Florissantoraphidia funerata

Florissantoraphidia funerata
Temporal range: Late Eocene
Scientific classification
Kingdom: Animalia
Phylum: Arthropoda
Class: Insecta
Order: Raphidioptera
Suborder: Raphidiomorpha
Family: Raphidiidae
Genus: Florissantoraphidia
Species: F. funerata
(Engel, 2003)
Binomial name
Florissantoraphidia funerata
(Engel, 2003)

Florissantoraphidia funerata is an extinct species of snakefly, originally assigned to the raphidiid genus Raphidia,[1] but subsequently transferred to the genus Florissantoraphidia.[2] The name F. funerata is derived from the Latin funeratus meaning to "bury" or "intern".[1] The species is known from a single female specimen, the holotype, deposited in the Department of Palaeontology at the Natural History Museum in London as specimen number "In. 26922".[1] Though they did not study the specimen, Horst Aspöck, Ulrike Aspöck and Hubert Rausch in the 1991 work Die Raphidiopteren der Erde noted and figured the specimen as an "unidentified raphidiid". Dr. Michael S. Engel first studied and described the species after finding the specimen in the Department of Palaeontology collections.[1] He published his type description in the journal Transactions of the Kansas Academy of Science (Volume 106) in 2003.[1]

F. funerata was found in the Florissant Formation, which has produced seven other species of snakefly, six in Raphidia and one in the Inocelliida genus Fibla. Out of the described snakefly specimens from the Florissant Formation, the F. funerata holotype is the most complete.[1] Preserved as a compression fossil, the female individual is fossilized in a resting position giving a side view to the body and wings. Including the ovipositor, F. funerata is 16.5 millimetres (0.65 in) and has a forewing length of 10 millimetres (0.39 in).[1] Of the known snakefly species, F. funerata is closest in appearance to the extinct F. mortua, which is also known from the Florissant Formation. The two cogeneric species can be separated by several features of the forewing, including a lack of terminal forks in veins along the posterior margin of the wing in F. funerata, and the radial cell bordering the pterostigma narrowing at the base in F. mortua.[1] F. funerata was originally assigned to the genus Raphidia, but this assignment was made with hesitation by Dr. Engel as the characteristics used to separate living genera, the reproductive structures, are not preserved in most fossils and very rarely in compression fossils. Engel considered it is possible the Florrisant Formation species are members of one of the two nearctic genera Alena or Agulla.[1] In a 2014 study Vladimir N. Makarkin and S. Bruce Archibald removed the species F. mortua and F. funerata from the genus Raphidia, and transferred them to a new, separate genus which the authors named Florissantoraphidia.[2]

References

  1. 1 2 3 4 5 6 7 8 9 Engel, M.S. (2003). "A New Eocene-Oligocene Snakefly from Florissant, Colorado (Raphidioptera: Raphidiidae)". Transactions of the Kansas Academy of Science 106: 124–128. doi:10.1660/0022-8443(2003)106[0124:anesff]2.0.co;2.
  2. 1 2 Vladimir N. Makarkin and S. Bruce Archibald (2014). "A revision of the late Eocene snakeflies (Raphidioptera) of the Florissant Formation, Colorado, with special reference to the wing venation of the Raphidiomorpha". Zootaxa 3784 (4): 401–444. doi:10.11646/zootaxa.3784.4.4.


• Your assignment: Word for word, repeat all the entries below, but without the pictures.

[[ Recorded information, beginning ]]

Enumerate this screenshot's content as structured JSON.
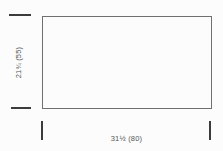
{
  "diagram": {
    "shape": "rectangle",
    "height_dimension": {
      "label": "21¾ (55)"
    },
    "width_dimension": {
      "label": "31½ (80)"
    },
    "colors": {
      "outline": "#707070",
      "tick": "#3c3c3c",
      "text": "#555555",
      "background": "#fcfcfc"
    }
  }
}
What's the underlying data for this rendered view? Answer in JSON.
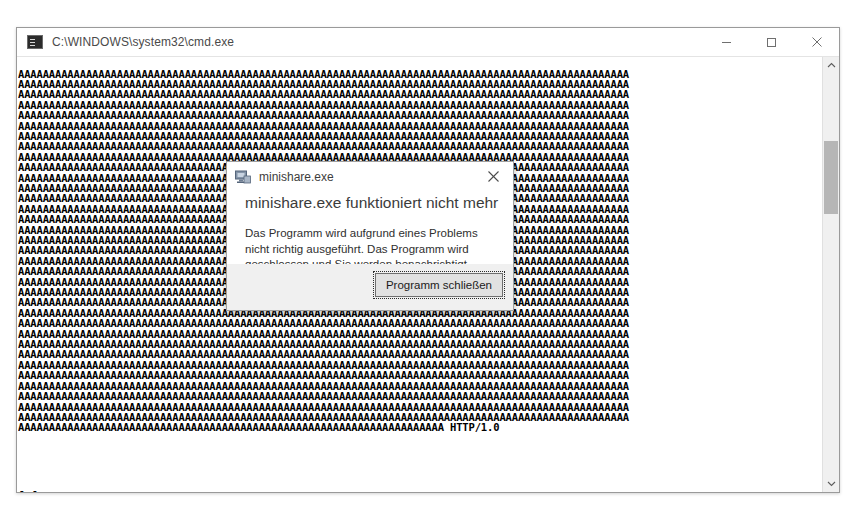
{
  "console_window": {
    "title": "C:\\WINDOWS\\system32\\cmd.exe",
    "icon": "cmd-console-icon",
    "controls": {
      "minimize": "minimize-icon",
      "maximize": "maximize-icon",
      "close": "close-icon"
    },
    "buffer": {
      "fill_char": "A",
      "cols": 99,
      "rows": 35,
      "last_line_a_count": 69,
      "trailing_text": " HTTP/1.0"
    },
    "output_lines": [
      "[*]Connect to server...",
      "[*]Send buffer...",
      "[*]Buffer sent"
    ],
    "prompt": "E:\\>",
    "scrollbar": {
      "up_arrow": "chevron-up-icon",
      "down_arrow": "chevron-down-icon",
      "thumb_position_percent": 20
    }
  },
  "error_dialog": {
    "title": "minishare.exe",
    "icon": "application-icon",
    "close_label": "close-icon",
    "heading": "minishare.exe funktioniert nicht mehr",
    "message": "Das Programm wird aufgrund eines Problems nicht richtig ausgeführt. Das Programm wird geschlossen und Sie werden benachrichtigt, wenn eine Lösung verfügbar ist.",
    "primary_button": "Programm schließen"
  },
  "colors": {
    "window_background": "#ffffff",
    "console_text": "#000000",
    "title_text": "#4a4a4a",
    "dialog_footer": "#f0f0f0",
    "button_face": "#e1e1e1",
    "scrollbar_thumb": "#b6b6b6"
  }
}
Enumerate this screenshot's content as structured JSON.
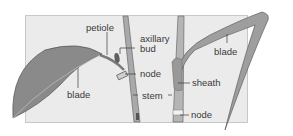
{
  "diagram": {
    "labels": {
      "petiole": "petiole",
      "axillary_1": "axillary",
      "axillary_2": "bud",
      "node_left": "node",
      "blade_left": "blade",
      "stem": "stem",
      "sheath": "sheath",
      "blade_right": "blade",
      "node_right": "node"
    },
    "colors": {
      "panel": "#ebebeb",
      "leaf": "#8a8a8a",
      "stem": "#a9a9a9",
      "text": "#3a3a3a"
    }
  }
}
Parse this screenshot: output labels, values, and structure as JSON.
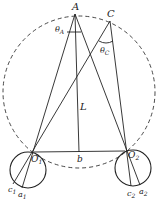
{
  "diagram": {
    "labels": {
      "A": "A",
      "C": "C",
      "theta_A": "θ",
      "theta_A_sub": "A",
      "theta_C": "θ",
      "theta_C_sub": "C",
      "L": "L",
      "b": "b",
      "O1": "O",
      "O1_sub": "1",
      "O2": "O",
      "O2_sub": "2",
      "c1": "c",
      "c1_sub": "1",
      "a1": "a",
      "a1_sub": "1",
      "c2": "c",
      "c2_sub": "2",
      "a2": "a",
      "a2_sub": "2"
    },
    "colors": {
      "stroke": "#222222",
      "background": "#ffffff"
    }
  }
}
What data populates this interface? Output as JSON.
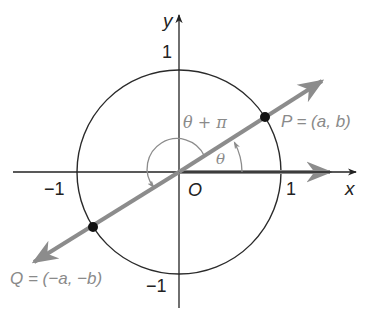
{
  "diagram": {
    "type": "unit-circle",
    "colors": {
      "axes": "#222222",
      "circle": "#2a2a2a",
      "line": "#8c8c8c",
      "points": "#111111",
      "gray_text": "#8a8a8a",
      "dark_text": "#222222"
    },
    "axes": {
      "x_label": "x",
      "y_label": "y",
      "origin_label": "O"
    },
    "ticks": {
      "x_pos": "1",
      "x_neg": "−1",
      "y_pos": "1",
      "y_neg": "−1"
    },
    "angles": {
      "theta_label": "θ",
      "theta_plus_pi_label": "θ + π",
      "theta_degrees_approx": 32.6
    },
    "points": {
      "P": {
        "label": "P = (a, b)",
        "position": "first quadrant on unit circle"
      },
      "Q": {
        "label": "Q = (−a, −b)",
        "position": "third quadrant on unit circle"
      }
    }
  }
}
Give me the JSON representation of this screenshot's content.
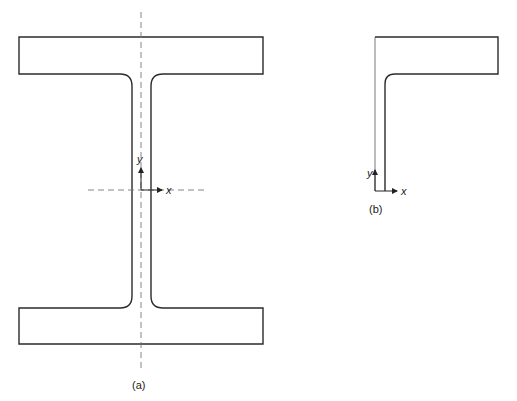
{
  "figure_a": {
    "caption": "(a)",
    "shape": "I-beam cross-section",
    "axes": {
      "x_label": "x",
      "y_label": "y"
    }
  },
  "figure_b": {
    "caption": "(b)",
    "shape": "angle section (half flange + web)",
    "axes": {
      "x_label": "x",
      "y_label": "y"
    }
  },
  "colors": {
    "line": "#2b2b2b",
    "dashed": "#777777",
    "background": "#ffffff"
  }
}
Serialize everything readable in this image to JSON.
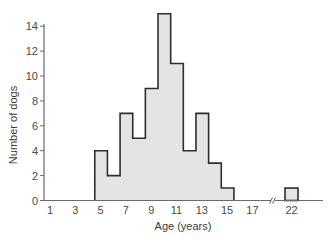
{
  "chart_data": {
    "type": "bar",
    "subtype": "histogram",
    "title": "",
    "xlabel": "Age (years)",
    "ylabel": "Number of dogs",
    "x": [
      5,
      6,
      7,
      8,
      9,
      10,
      11,
      12,
      13,
      14,
      15,
      22
    ],
    "values": [
      4,
      2,
      7,
      5,
      9,
      15,
      11,
      4,
      7,
      3,
      1,
      1
    ],
    "x_tick_labels": [
      "1",
      "3",
      "5",
      "7",
      "9",
      "11",
      "13",
      "15",
      "17",
      "22"
    ],
    "y_tick_labels": [
      "0",
      "2",
      "4",
      "6",
      "8",
      "10",
      "12",
      "14"
    ],
    "ylim": [
      0,
      14
    ],
    "axis_break_between": [
      17,
      22
    ],
    "grid": false,
    "legend": null,
    "colors": {
      "bar_fill": "#e4e4e4",
      "bar_edge": "#2e2e2e",
      "axis": "#6a6a6a"
    }
  }
}
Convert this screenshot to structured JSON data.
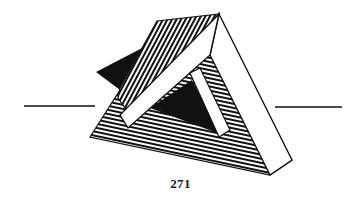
{
  "page": {
    "number": "271",
    "background": "#ffffff",
    "ink": "#111111"
  },
  "figure": {
    "rules": [
      {
        "side": "left",
        "x1": 24,
        "x2": 95,
        "y": 106
      },
      {
        "side": "right",
        "x1": 275,
        "x2": 342,
        "y": 107
      }
    ]
  }
}
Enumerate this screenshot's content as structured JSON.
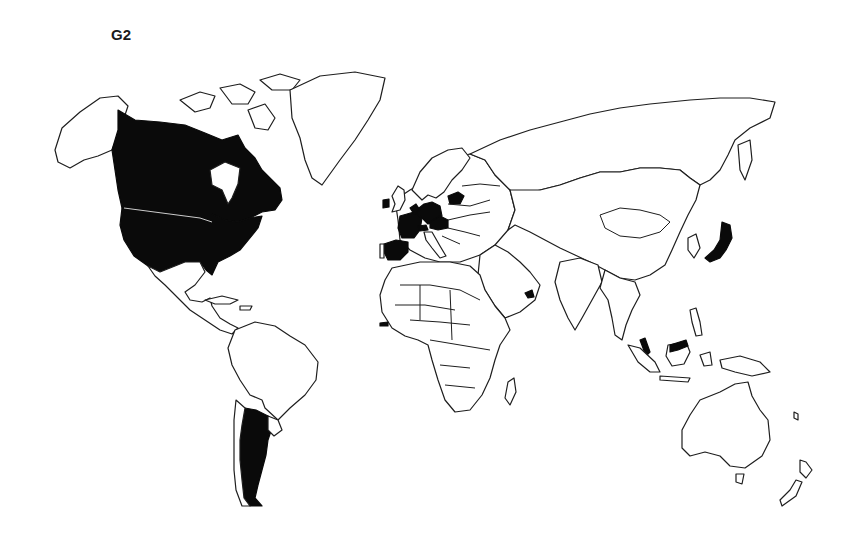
{
  "map": {
    "title": "G2",
    "projection": "world outline map",
    "fill_color": "#0a0a0a",
    "outline_color": "#1e1e1e",
    "background": "#ffffff",
    "highlighted_countries": [
      "Canada",
      "United States",
      "Argentina",
      "Ireland",
      "France",
      "Spain",
      "Belgium",
      "Netherlands",
      "Luxembourg",
      "Germany",
      "Switzerland",
      "Austria",
      "Czech Republic",
      "Lithuania",
      "United Arab Emirates",
      "Gambia",
      "Japan",
      "Malaysia"
    ],
    "non_highlighted_regions": [
      "Alaska",
      "Greenland",
      "Mexico",
      "Central America",
      "South America (other)",
      "United Kingdom",
      "Scandinavia",
      "Russia",
      "Africa (other)",
      "Middle East (other)",
      "China",
      "India",
      "Southeast Asia (other)",
      "Australia",
      "New Zealand"
    ]
  }
}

[[ Recorded information, end ]]

• Response area:
Enumerate this screenshot's content as structured JSON.
{
  "diagram": {
    "shape": "rectangle",
    "height_dimension": {
      "label": "21¾ (55)"
    },
    "width_dimension": {
      "label": "31½ (80)"
    },
    "colors": {
      "outline": "#707070",
      "tick": "#3c3c3c",
      "text": "#555555",
      "background": "#fcfcfc"
    }
  }
}
What's the underlying data for this rendered view? Answer in JSON.
{
  "console_window": {
    "title": "C:\\WINDOWS\\system32\\cmd.exe",
    "icon": "cmd-console-icon",
    "controls": {
      "minimize": "minimize-icon",
      "maximize": "maximize-icon",
      "close": "close-icon"
    },
    "buffer": {
      "fill_char": "A",
      "cols": 99,
      "rows": 35,
      "last_line_a_count": 69,
      "trailing_text": " HTTP/1.0"
    },
    "output_lines": [
      "[*]Connect to server...",
      "[*]Send buffer...",
      "[*]Buffer sent"
    ],
    "prompt": "E:\\>",
    "scrollbar": {
      "up_arrow": "chevron-up-icon",
      "down_arrow": "chevron-down-icon",
      "thumb_position_percent": 20
    }
  },
  "error_dialog": {
    "title": "minishare.exe",
    "icon": "application-icon",
    "close_label": "close-icon",
    "heading": "minishare.exe funktioniert nicht mehr",
    "message": "Das Programm wird aufgrund eines Problems nicht richtig ausgeführt. Das Programm wird geschlossen und Sie werden benachrichtigt, wenn eine Lösung verfügbar ist.",
    "primary_button": "Programm schließen"
  },
  "colors": {
    "window_background": "#ffffff",
    "console_text": "#000000",
    "title_text": "#4a4a4a",
    "dialog_footer": "#f0f0f0",
    "button_face": "#e1e1e1",
    "scrollbar_thumb": "#b6b6b6"
  }
}
Enumerate this screenshot's content as structured JSON.
{
  "diagram": {
    "labels": {
      "petiole": "petiole",
      "axillary_1": "axillary",
      "axillary_2": "bud",
      "node_left": "node",
      "blade_left": "blade",
      "stem": "stem",
      "sheath": "sheath",
      "blade_right": "blade",
      "node_right": "node"
    },
    "colors": {
      "panel": "#ebebeb",
      "leaf": "#8a8a8a",
      "stem": "#a9a9a9",
      "text": "#3a3a3a"
    }
  }
}
Parse this screenshot: output labels, values, and structure as JSON.
{
  "diagram": {
    "labels": {
      "A": "A",
      "C": "C",
      "theta_A": "θ",
      "theta_A_sub": "A",
      "theta_C": "θ",
      "theta_C_sub": "C",
      "L": "L",
      "b": "b",
      "O1": "O",
      "O1_sub": "1",
      "O2": "O",
      "O2_sub": "2",
      "c1": "c",
      "c1_sub": "1",
      "a1": "a",
      "a1_sub": "1",
      "c2": "c",
      "c2_sub": "2",
      "a2": "a",
      "a2_sub": "2"
    },
    "colors": {
      "stroke": "#222222",
      "background": "#ffffff"
    }
  }
}
What data populates this interface? Output as JSON.
{
  "diagram": {
    "type": "unit-circle",
    "colors": {
      "axes": "#222222",
      "circle": "#2a2a2a",
      "line": "#8c8c8c",
      "points": "#111111",
      "gray_text": "#8a8a8a",
      "dark_text": "#222222"
    },
    "axes": {
      "x_label": "x",
      "y_label": "y",
      "origin_label": "O"
    },
    "ticks": {
      "x_pos": "1",
      "x_neg": "−1",
      "y_pos": "1",
      "y_neg": "−1"
    },
    "angles": {
      "theta_label": "θ",
      "theta_plus_pi_label": "θ + π",
      "theta_degrees_approx": 32.6
    },
    "points": {
      "P": {
        "label": "P = (a, b)",
        "position": "first quadrant on unit circle"
      },
      "Q": {
        "label": "Q = (−a, −b)",
        "position": "third quadrant on unit circle"
      }
    }
  }
}
Give me the JSON representation of this screenshot's content.
{
  "figure_a": {
    "caption": "(a)",
    "shape": "I-beam cross-section",
    "axes": {
      "x_label": "x",
      "y_label": "y"
    }
  },
  "figure_b": {
    "caption": "(b)",
    "shape": "angle section (half flange + web)",
    "axes": {
      "x_label": "x",
      "y_label": "y"
    }
  },
  "colors": {
    "line": "#2b2b2b",
    "dashed": "#777777",
    "background": "#ffffff"
  }
}
Serialize everything readable in this image to JSON.
{
  "chart_data": {
    "type": "bar",
    "subtype": "histogram",
    "title": "",
    "xlabel": "Age (years)",
    "ylabel": "Number of dogs",
    "x": [
      5,
      6,
      7,
      8,
      9,
      10,
      11,
      12,
      13,
      14,
      15,
      22
    ],
    "values": [
      4,
      2,
      7,
      5,
      9,
      15,
      11,
      4,
      7,
      3,
      1,
      1
    ],
    "x_tick_labels": [
      "1",
      "3",
      "5",
      "7",
      "9",
      "11",
      "13",
      "15",
      "17",
      "22"
    ],
    "y_tick_labels": [
      "0",
      "2",
      "4",
      "6",
      "8",
      "10",
      "12",
      "14"
    ],
    "ylim": [
      0,
      14
    ],
    "axis_break_between": [
      17,
      22
    ],
    "grid": false,
    "legend": null,
    "colors": {
      "bar_fill": "#e4e4e4",
      "bar_edge": "#2e2e2e",
      "axis": "#6a6a6a"
    }
  }
}
Convert this screenshot to structured JSON data.
{
  "page": {
    "number": "271",
    "background": "#ffffff",
    "ink": "#111111"
  },
  "figure": {
    "rules": [
      {
        "side": "left",
        "x1": 24,
        "x2": 95,
        "y": 106
      },
      {
        "side": "right",
        "x1": 275,
        "x2": 342,
        "y": 107
      }
    ]
  }
}
Enumerate this screenshot's content as structured JSON.
{
  "map": {
    "title": "G2",
    "projection": "world outline map",
    "fill_color": "#0a0a0a",
    "outline_color": "#1e1e1e",
    "background": "#ffffff",
    "highlighted_countries": [
      "Canada",
      "United States",
      "Argentina",
      "Ireland",
      "France",
      "Spain",
      "Belgium",
      "Netherlands",
      "Luxembourg",
      "Germany",
      "Switzerland",
      "Austria",
      "Czech Republic",
      "Lithuania",
      "United Arab Emirates",
      "Gambia",
      "Japan",
      "Malaysia"
    ],
    "non_highlighted_regions": [
      "Alaska",
      "Greenland",
      "Mexico",
      "Central America",
      "South America (other)",
      "United Kingdom",
      "Scandinavia",
      "Russia",
      "Africa (other)",
      "Middle East (other)",
      "China",
      "India",
      "Southeast Asia (other)",
      "Australia",
      "New Zealand"
    ]
  }
}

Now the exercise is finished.